Amazon extends its deal to stream NFL games, even with next season in doubt

Last week, the NFL took its 2020 Draft fully remote, with Commissioner Roger Goodell announcing picks from his basement and players celebrating with their families in their own homes—some of them on shaky video feeds.

It was the most-watched NFL Draft ever: 15.6 million people watched on the first night, close to the 16.5 million average viewership of an actual regular season NFL game last season. Over the course of the full three days of the draft, more than 55 million people tuned in across ESPN, ABC, NFL Network, or ESPN Deportes, a 35% spike from 2019.

So it should come as no surprise, even with no live sports happening right now and the NFL season still in doubt, that Amazon has extended its deal with the NFL to live stream Thursday Night Football games for the 2020, 2021, and 2022 seasons, Amazon and the NFL announced on Wednesday morning.

Amazon and its video game site Twitch will again stream 11 Thursday Night Football games for Prime and Twitch subscribers (broadcast simultaneously on Fox), and now will also get a 12th game on a Saturday late in the regular season, which will air exclusively on Amazon Prime and Twitch in addition to the local markets of the two teams.

That will be the first national exclusive game Amazon has had since its streaming partnership with the NFL began in 2017.

JACKSONVILLE, FLORIDA – SEPTEMBER 19: Jacksonville Jaguars quarterback Gardner Minshew II 15 after defeating the Tennessee Titans at TIAA Bank Field on September 19, 2019 in Jacksonville, Florida. (Photo by Harry Aaron/Getty Images)

Amazon’s previous contract for the 2018 and 2019 seasons was reportedly worth $65 million per year; terms of the new deal are not being disclosed, but the price tag is surely incrementally higher.

In re-upping through 2022, Amazon continues to grow its live sports library (Amazon last year joined Sinclair in a group that backed the Yankees’ majority purchase of YES Network from Disney, which will result in some Yankees games getting streamed on Amazon) and gets to sell advertising during the streams.

The NFL is one of the last remaining sure bets in live broadcasting. Forty-two of the 50 most-watched live telecasts of 2019 were NFL games.

The league endured two seasons marred by political controversy and ratings declines in 2016 and 2017, but that time feels like a distant memory. (Pundits declared the NFL dying or dead; they were very wrong.) TV ratings rose 5% in 2018 and another 5% in 2019, though they have not yet touched the 2015 peak. Last year, Thursday Night Football ratings rose 4%, reaching an average audience of 15.4 million viewers across Fox, Fox Deportes, NFL Network, Amazon, Twitch, and Verizon Media (parent company of Yahoo Finance), which streams regular season games on the Yahoo Sports mobile app.

The league’s revenue hit $16 billion last year and when the NFL returns, the viewership numbers are likely to be enormous.

The question is when it will return. The NBA, NHL, and MLS all paused their seasons midway; MLB has delayed the start of its season. Can the NFL begin its regular season in September as scheduled? Many states have already extended stay-at-home orders through May 18. The athletes, fans, broadcasters, sponsors, and betting companies all hope so, but that decision will depend on government guidance.

Long before NFL training camp begins, the NBA might hand the NFL a litmus test, as it plans to let some teams reopen their training facilities—with extensive safety restrictions—on May 8.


Return each line of the records below that contains the word "ffffff".

╭─ Supplied data

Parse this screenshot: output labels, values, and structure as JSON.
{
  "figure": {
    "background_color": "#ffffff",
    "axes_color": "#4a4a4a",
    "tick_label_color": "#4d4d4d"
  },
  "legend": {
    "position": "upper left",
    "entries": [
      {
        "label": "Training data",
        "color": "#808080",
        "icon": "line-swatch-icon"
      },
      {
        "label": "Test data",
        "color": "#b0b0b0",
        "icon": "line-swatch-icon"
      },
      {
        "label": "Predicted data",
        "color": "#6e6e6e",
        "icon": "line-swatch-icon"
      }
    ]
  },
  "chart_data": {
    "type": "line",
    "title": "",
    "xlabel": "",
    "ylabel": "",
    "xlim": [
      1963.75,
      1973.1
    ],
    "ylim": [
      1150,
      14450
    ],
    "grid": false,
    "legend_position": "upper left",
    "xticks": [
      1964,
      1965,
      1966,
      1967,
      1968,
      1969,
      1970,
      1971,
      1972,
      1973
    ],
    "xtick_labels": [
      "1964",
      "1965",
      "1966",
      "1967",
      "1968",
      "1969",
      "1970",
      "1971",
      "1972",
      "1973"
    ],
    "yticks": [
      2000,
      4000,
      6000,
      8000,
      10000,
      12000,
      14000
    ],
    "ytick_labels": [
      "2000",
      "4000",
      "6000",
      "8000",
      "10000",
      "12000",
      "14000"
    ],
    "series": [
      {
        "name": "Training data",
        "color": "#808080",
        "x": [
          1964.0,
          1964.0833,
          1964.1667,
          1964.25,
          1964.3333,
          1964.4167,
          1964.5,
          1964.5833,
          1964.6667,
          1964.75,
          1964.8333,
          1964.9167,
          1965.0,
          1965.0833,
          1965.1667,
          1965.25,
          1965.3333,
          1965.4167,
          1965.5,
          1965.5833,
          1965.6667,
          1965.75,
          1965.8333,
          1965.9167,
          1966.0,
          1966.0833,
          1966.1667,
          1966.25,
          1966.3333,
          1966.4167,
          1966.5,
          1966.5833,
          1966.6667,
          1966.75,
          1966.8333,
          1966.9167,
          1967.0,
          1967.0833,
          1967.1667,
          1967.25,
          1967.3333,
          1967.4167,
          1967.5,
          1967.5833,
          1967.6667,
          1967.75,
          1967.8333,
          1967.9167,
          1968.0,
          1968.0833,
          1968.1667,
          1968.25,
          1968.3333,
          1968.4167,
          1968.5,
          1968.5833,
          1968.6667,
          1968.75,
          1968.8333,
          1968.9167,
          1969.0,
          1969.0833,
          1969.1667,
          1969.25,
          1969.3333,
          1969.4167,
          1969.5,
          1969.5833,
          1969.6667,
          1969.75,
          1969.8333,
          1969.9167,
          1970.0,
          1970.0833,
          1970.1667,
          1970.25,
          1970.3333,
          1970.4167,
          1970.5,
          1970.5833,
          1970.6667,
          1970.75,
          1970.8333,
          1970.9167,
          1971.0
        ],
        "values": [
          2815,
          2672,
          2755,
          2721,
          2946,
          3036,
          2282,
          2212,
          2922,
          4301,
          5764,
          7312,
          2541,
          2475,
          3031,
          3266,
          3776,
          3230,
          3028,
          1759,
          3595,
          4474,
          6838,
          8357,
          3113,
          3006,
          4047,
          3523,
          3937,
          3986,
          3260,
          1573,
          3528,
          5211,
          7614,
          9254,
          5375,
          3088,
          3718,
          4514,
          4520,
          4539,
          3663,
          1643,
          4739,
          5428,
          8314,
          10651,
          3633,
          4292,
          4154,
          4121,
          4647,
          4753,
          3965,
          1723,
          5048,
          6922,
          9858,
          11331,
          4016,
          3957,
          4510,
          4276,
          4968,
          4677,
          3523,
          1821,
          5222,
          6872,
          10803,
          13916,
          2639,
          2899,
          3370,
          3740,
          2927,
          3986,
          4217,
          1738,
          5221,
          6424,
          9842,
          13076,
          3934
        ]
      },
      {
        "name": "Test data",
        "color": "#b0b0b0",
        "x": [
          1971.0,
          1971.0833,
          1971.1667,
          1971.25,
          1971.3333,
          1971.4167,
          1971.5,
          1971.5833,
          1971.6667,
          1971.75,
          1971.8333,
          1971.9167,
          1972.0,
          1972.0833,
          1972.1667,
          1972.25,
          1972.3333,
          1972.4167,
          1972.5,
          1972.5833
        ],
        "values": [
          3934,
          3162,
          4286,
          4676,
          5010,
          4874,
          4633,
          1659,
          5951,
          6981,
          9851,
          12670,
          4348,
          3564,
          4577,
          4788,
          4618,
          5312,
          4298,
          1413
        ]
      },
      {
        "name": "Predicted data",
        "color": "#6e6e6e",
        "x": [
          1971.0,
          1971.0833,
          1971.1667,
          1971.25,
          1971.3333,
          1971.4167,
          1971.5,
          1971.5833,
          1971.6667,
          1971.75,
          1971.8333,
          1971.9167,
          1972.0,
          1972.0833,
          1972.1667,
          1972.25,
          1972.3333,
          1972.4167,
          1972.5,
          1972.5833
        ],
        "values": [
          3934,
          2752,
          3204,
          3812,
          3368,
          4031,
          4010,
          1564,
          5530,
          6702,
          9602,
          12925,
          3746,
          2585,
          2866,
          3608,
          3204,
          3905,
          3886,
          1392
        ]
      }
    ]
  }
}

╰─
╭─ Supplied data

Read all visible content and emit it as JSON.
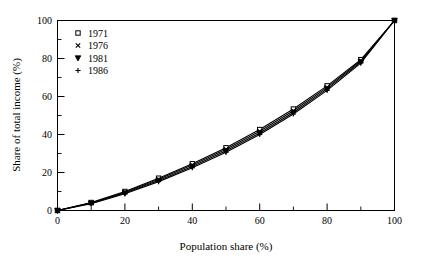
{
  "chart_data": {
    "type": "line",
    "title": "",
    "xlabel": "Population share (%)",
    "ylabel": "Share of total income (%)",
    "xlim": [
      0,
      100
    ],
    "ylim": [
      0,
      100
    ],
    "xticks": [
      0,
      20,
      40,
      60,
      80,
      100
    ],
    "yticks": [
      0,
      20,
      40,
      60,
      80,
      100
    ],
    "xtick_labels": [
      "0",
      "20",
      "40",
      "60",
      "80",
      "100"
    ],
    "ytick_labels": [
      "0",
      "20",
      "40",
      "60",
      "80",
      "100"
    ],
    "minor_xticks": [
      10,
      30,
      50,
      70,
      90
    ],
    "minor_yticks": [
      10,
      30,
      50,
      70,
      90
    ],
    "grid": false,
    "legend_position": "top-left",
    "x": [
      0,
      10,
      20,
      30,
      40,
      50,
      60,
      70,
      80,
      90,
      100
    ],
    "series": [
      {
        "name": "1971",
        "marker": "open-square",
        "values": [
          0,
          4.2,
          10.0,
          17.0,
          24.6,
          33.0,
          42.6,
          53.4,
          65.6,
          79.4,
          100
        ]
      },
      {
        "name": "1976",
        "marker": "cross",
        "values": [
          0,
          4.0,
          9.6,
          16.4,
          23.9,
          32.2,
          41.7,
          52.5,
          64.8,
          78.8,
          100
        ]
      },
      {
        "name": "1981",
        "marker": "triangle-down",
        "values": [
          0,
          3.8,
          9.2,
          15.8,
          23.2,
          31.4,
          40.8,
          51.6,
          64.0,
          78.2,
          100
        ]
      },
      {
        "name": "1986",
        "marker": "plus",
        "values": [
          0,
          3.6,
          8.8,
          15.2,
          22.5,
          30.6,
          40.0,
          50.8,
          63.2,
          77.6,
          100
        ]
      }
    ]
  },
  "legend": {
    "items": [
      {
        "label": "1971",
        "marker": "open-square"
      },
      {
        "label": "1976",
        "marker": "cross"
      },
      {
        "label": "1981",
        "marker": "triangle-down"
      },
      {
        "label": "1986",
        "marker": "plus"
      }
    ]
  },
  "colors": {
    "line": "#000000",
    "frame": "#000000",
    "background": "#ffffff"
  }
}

╰─

Exercise response:
    "background_color": "#ffffff",
    "background": "#ffffff"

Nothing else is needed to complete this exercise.